:: DATA SHOWN ::

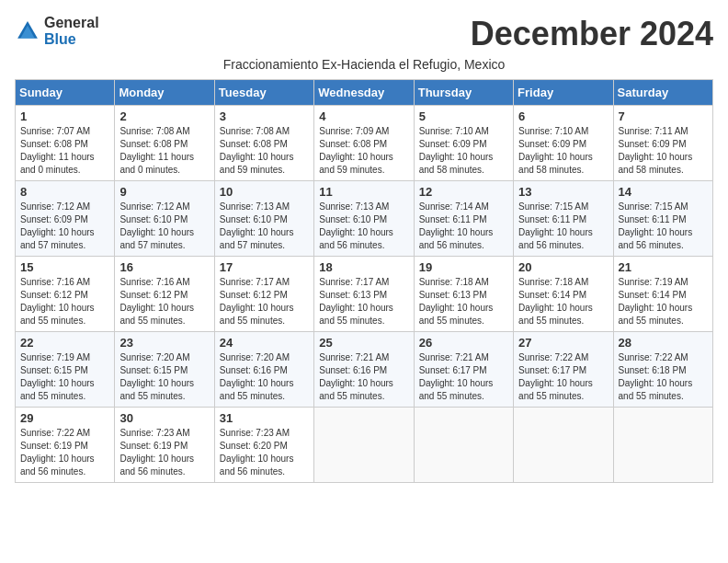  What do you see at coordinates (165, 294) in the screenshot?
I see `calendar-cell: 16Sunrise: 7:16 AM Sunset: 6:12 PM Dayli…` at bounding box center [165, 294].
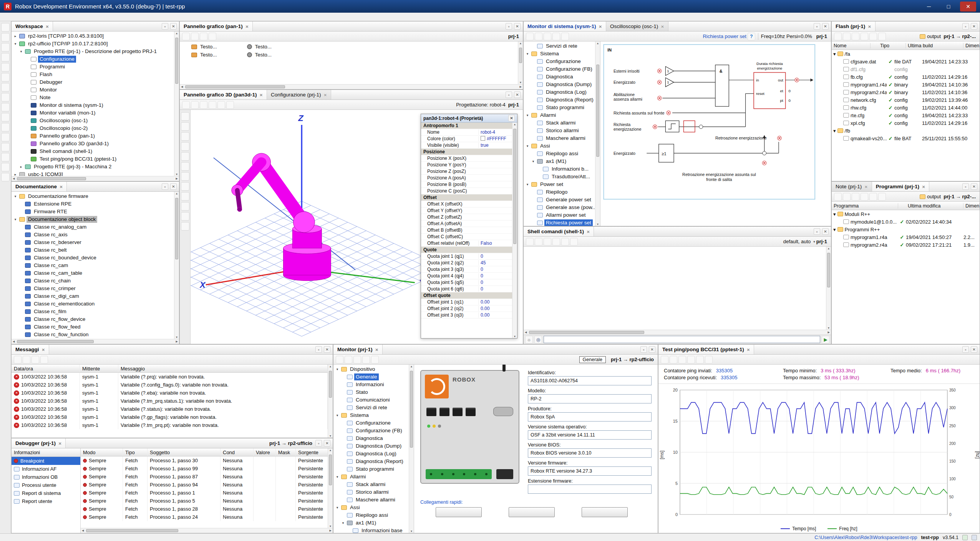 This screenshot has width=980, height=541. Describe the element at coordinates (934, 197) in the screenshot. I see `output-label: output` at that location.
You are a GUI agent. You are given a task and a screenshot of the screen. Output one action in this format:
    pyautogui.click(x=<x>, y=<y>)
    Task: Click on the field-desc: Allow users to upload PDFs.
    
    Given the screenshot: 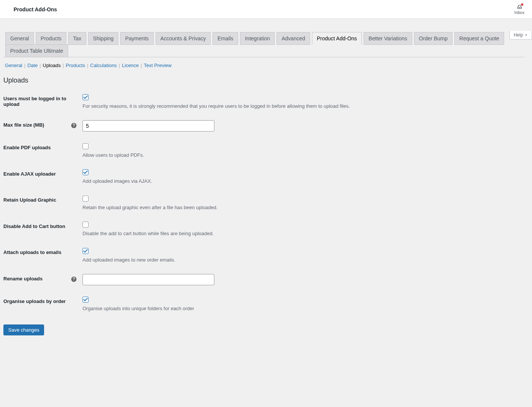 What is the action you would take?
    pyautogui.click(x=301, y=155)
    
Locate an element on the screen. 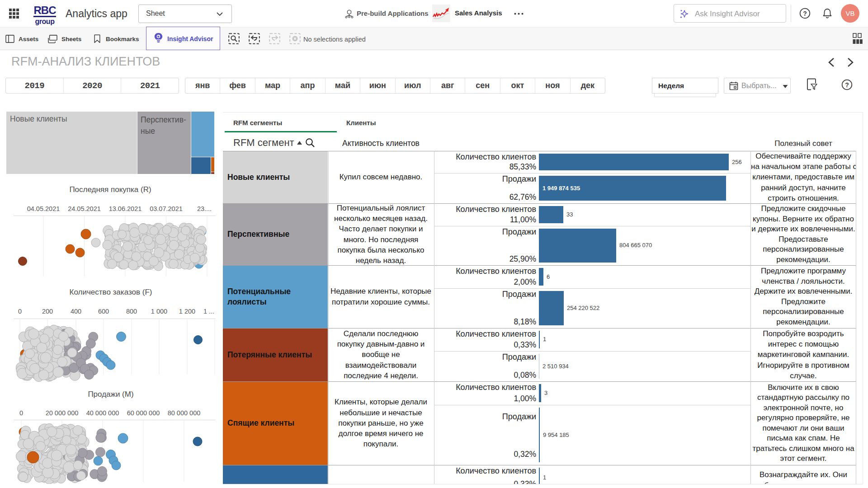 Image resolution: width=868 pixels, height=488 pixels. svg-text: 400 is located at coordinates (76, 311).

:::
:: DATA SHOWN ::

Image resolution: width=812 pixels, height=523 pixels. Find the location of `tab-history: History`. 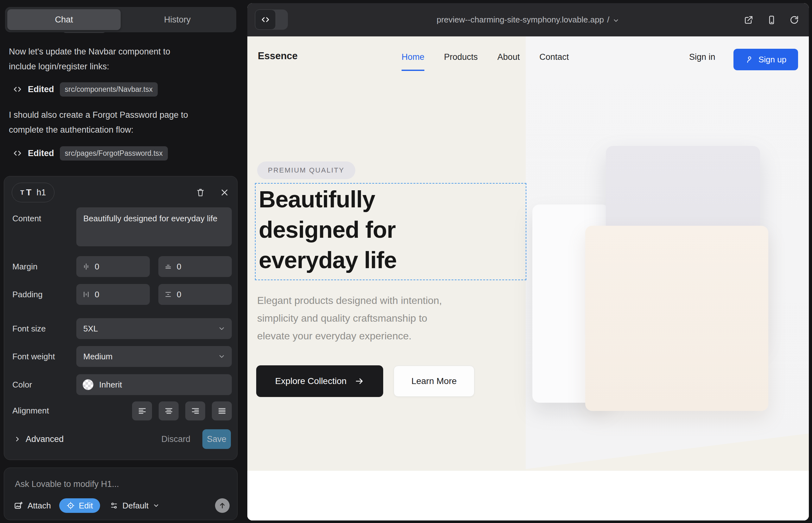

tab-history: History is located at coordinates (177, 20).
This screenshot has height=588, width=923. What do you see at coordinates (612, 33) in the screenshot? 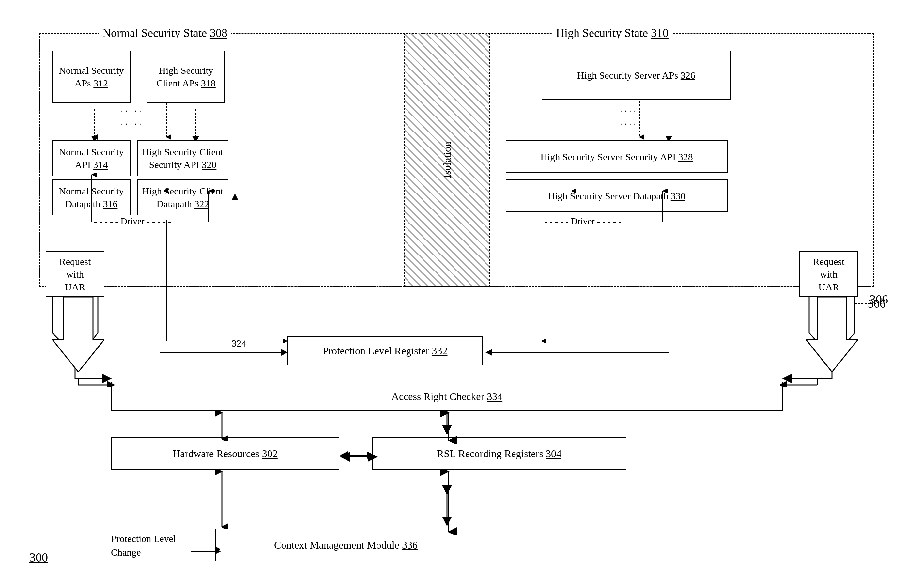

:::

### YOUR ASSIGNMENT
How would the lines above read from the one with "Image resolution: width=812" to the one with "This screenshot has height=588, width=923.", inclusive, with no pictures? Write them out exactly.

### THE ANSWER
Image resolution: width=812 pixels, height=523 pixels. Find the location of `tab-history: History`. 

tab-history: History is located at coordinates (177, 20).
This screenshot has height=588, width=923. What do you see at coordinates (612, 33) in the screenshot? 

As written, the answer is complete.